What to Do When a Fin Hits a Rock
It will happen. Even experienced river paddlers take hits. The question is what you do in the next five minutes.
1. Get to shore and inspect immediately
Don't continue paddling on a fin you haven't checked. Continuing to ride a cracked fin can cause it to fail mid-session, and a fin box that has started to delaminate will get worse with every flex cycle.
2. Visual check
- Look at the base of the fin where it enters the box. Any hairline cracks here are serious.
- Check the fin box edges on the board itself for lifting, cracking, or discolouration.
- Inspect the fin body for surface cracks, particularly on the leading edge and tip.
3. Flex test
Hold the board steady and apply light lateral pressure to the fin tip. A healthy fin flexes evenly and returns to centre. Warning signs:
- Grinding or clicking sensation at the base — suggests box damage or a cracked fin root
- Fin moves in the box independently of the board — the screw may have sheared or the box is loose
- Visible crack that opens under flex — do not continue riding; the fin can detach
4. Check the screw and fin key
A hard impact can shear fin screws or strip the thread in the fin box. Keep a Fin Key & Screws in your kit bag at all times — you cannot remove or reseat a US Box fin without one, and discovering a stripped screw at the put-in is a session-ender.
When to Replace a Fin
Not every impact means replacing the fin — but some damage is non-negotiable.
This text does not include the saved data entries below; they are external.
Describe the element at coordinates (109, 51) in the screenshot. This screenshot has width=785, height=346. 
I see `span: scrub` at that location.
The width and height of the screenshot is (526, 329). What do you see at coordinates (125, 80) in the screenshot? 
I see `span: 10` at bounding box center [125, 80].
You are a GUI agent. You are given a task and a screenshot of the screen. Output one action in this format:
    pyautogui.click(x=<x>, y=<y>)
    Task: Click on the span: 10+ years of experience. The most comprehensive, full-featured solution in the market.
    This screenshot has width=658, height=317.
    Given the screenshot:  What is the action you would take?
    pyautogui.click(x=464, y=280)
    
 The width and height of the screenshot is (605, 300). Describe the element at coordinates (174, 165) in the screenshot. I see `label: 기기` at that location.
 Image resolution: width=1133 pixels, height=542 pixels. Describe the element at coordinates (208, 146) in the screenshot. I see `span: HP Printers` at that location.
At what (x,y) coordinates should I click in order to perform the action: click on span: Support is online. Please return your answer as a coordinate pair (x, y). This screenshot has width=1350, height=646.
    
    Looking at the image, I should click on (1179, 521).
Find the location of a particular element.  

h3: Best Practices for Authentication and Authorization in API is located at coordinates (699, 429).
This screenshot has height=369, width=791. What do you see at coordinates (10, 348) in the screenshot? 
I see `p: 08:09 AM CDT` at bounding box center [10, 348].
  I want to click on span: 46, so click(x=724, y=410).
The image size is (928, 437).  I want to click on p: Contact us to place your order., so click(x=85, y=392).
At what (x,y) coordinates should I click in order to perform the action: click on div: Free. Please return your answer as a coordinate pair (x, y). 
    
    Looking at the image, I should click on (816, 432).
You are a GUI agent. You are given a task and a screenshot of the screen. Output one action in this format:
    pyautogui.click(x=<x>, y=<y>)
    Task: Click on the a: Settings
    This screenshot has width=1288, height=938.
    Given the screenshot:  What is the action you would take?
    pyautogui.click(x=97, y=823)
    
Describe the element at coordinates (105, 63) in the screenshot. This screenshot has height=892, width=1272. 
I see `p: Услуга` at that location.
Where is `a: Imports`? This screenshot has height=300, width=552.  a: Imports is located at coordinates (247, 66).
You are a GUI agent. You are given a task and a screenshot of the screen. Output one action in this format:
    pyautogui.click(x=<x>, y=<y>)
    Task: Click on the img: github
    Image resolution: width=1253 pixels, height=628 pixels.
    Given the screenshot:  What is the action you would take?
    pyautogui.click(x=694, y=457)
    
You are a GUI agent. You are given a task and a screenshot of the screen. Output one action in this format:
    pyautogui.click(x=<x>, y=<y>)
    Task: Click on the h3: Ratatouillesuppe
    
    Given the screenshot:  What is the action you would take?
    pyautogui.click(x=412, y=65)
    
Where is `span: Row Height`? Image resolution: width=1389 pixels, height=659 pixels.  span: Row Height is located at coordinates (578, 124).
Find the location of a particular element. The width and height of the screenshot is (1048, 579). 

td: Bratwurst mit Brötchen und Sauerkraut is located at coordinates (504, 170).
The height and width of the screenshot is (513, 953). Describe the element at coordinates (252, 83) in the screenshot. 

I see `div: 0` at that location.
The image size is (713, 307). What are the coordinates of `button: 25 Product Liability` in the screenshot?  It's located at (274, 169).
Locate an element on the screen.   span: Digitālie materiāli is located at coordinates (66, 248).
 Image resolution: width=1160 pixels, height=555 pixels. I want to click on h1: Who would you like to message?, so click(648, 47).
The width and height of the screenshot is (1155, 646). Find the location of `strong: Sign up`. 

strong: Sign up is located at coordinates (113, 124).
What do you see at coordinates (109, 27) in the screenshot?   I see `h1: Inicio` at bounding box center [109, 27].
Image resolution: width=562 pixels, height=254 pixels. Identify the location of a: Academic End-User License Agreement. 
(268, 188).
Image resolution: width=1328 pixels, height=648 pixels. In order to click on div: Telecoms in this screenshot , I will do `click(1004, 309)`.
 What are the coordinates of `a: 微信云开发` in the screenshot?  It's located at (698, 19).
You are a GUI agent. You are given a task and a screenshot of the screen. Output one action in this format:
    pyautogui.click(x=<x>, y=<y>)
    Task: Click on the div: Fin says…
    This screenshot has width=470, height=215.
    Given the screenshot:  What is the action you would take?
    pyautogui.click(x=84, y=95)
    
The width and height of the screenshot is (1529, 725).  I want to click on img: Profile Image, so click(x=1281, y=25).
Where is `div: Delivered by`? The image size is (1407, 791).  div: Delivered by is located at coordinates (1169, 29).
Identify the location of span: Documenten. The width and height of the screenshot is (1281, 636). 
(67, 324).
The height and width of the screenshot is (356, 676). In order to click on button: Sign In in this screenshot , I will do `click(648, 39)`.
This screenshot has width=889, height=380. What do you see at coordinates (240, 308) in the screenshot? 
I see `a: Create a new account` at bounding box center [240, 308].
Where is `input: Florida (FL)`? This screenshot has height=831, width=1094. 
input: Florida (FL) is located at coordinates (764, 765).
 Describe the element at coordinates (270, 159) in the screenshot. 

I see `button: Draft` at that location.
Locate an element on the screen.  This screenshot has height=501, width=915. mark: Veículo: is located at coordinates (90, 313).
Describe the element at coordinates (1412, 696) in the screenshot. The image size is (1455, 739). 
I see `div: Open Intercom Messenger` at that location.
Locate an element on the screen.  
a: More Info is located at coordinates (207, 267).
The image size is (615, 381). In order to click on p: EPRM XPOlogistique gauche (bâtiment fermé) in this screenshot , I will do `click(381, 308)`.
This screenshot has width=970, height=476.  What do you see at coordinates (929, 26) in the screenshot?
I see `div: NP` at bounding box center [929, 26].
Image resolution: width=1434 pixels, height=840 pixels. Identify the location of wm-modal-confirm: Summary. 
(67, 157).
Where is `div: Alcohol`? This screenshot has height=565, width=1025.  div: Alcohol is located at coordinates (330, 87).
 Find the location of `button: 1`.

Replace your fin if:
- Crack at the fin root. This is a structural failure point. Even a small crack will propagate under load and the fin will eventually detach underwater.
- Fin box is loose or delaminating. A fin that rocks in the box is a fin box repair job, not just a fin replacement — but you'll need a new fin too once the box has been reglassed.
- Sheared screw tab. If the screw channel inside the fin has broken, the fin cannot be secured and must be replaced.
- Deep gouges on leading edge. Minor surface scratches are cosmetic. Deep gouges that reach the core material compromise the fin's structural integrity and affect hydrodynamic performance.
- Flex test reveals cracking sounds. If you can hear or feel cracking under light lateral load, the fin is already failing internally.
Surface scuffs, tip abrasion, and minor trailing edge chips are generally cosmetic. Sand them smooth if they're sharp enough to snag, but they don't require replacement.
A Note on Surf Fins
Most of the above applies equally to surf fins, but with a few surf-specific additions. FCS and Futures fins are installed without tools in modern systems — which also means they can pull out under lateral load on a hard reef impact. After any heavy wipeout in shallow water, check that all three fins are still fully seated before paddling back out. A partially ejected side fin will feel like a rail problem and make the board unpredictable.
Thruster setups distribute impact across three smaller fins rather than one large one — which means individual fins are less likely to take a catastrophic hit, but you should still run the flex test on each one after contact with the reef. Keep a spare Fin Key & Screws in your wetsuit bag, particularly for FCS I boxes which still require a tool.
Build Good Habits Before You Need Them
Fin damage is almost always the result of a moment's inattention — a rushed launch, a skipped post-impact check, carrying the board the wrong way to the car. The techniques in this guide aren't complicated, but they need to become automatic. Check your entry point, match your fin to the depth, carry the board fin-up, and inspect after any hit. Do those four things consistently and your fins will last seasons instead of sessions.